Young people and families

  • Have to navigate multiple agencies and programs when seeking care
  • Asked to recount traumatic stories repeatedly
  • Often must wait months or years to access care
  • Available services don’t fit actual needs

Providers

  • Spend more time on paperwork than with clients
  • Experience high rates of burnout due to inflated caseloads
  • Struggle to navigate training and certification requirements
  • Do not get paid enough or receive support to sustain their career

State and local agencies

  • Must navigate complex and conflicting policies and rules that obstruct collaboration and information sharing
  • Find data trapped in separate systems preventing leaders from seeing how the system is performing
  • Constantly juggle new mandates with limited resources

Bright Spots

A “bright spot” is an example—program, practice, partnership—where positive outcomes are already happening.
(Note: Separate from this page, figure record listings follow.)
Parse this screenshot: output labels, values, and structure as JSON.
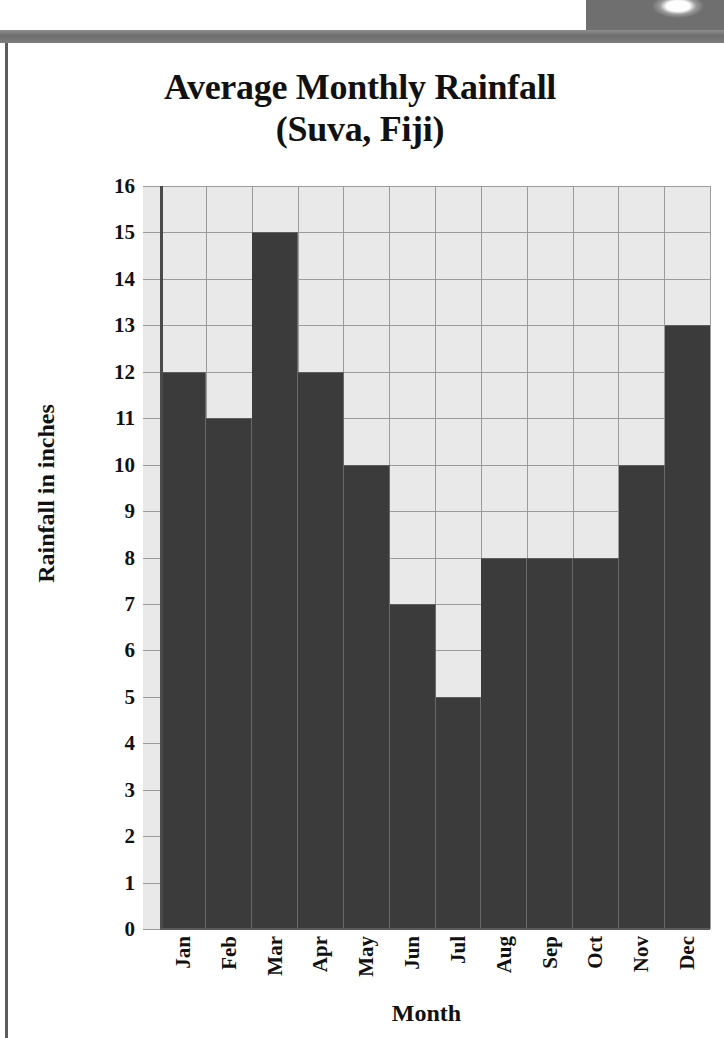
{
  "page": {
    "background_color": "#ffffff",
    "border_color": "#5c5c5c",
    "band_color": "#6d6d6d"
  },
  "title": {
    "line1": "Average Monthly Rainfall",
    "line2": "(Suva, Fiji)"
  },
  "chart_data": {
    "type": "bar",
    "title": "Average Monthly Rainfall (Suva, Fiji)",
    "categories": [
      "Jan",
      "Feb",
      "Mar",
      "Apr",
      "May",
      "Jun",
      "Jul",
      "Aug",
      "Sep",
      "Oct",
      "Nov",
      "Dec"
    ],
    "values": [
      12,
      11,
      15,
      12,
      10,
      7,
      5,
      8,
      8,
      8,
      10,
      13
    ],
    "xlabel": "Month",
    "ylabel": "Rainfall in inches",
    "ylim": [
      0,
      16
    ],
    "ytick_labels": [
      "16",
      "15",
      "14",
      "13",
      "12",
      "11",
      "10",
      "9",
      "8",
      "7",
      "6",
      "5",
      "4",
      "3",
      "2",
      "1",
      "0"
    ],
    "ytick_values": [
      16,
      15,
      14,
      13,
      12,
      11,
      10,
      9,
      8,
      7,
      6,
      5,
      4,
      3,
      2,
      1,
      0
    ],
    "ytick_step": 1,
    "grid": true,
    "legend": "none",
    "bar_color": "#3b3b3b",
    "plot_background_color": "#e9e9e9",
    "gridline_color": "#9b9b9b",
    "axis_color": "#4a4a4a"
  }
}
Bright spots are proof that progress is possible and provide models that others can learn from.

What It Will Take

  • Warm, relational, coordinated entry and transition experiences

  • A funded continuum that fills the gaps in a comprehensive array of services and supports
  • A stable, supported, diverse workforce with fair pay and growth opportunity
  • Shared outcomes and practical indicators for accountability toward shared goals

  • Financing, leadership, and governance that reward coordination and equity

Move to action

Explore the foundational dimensions to understand what’s needed.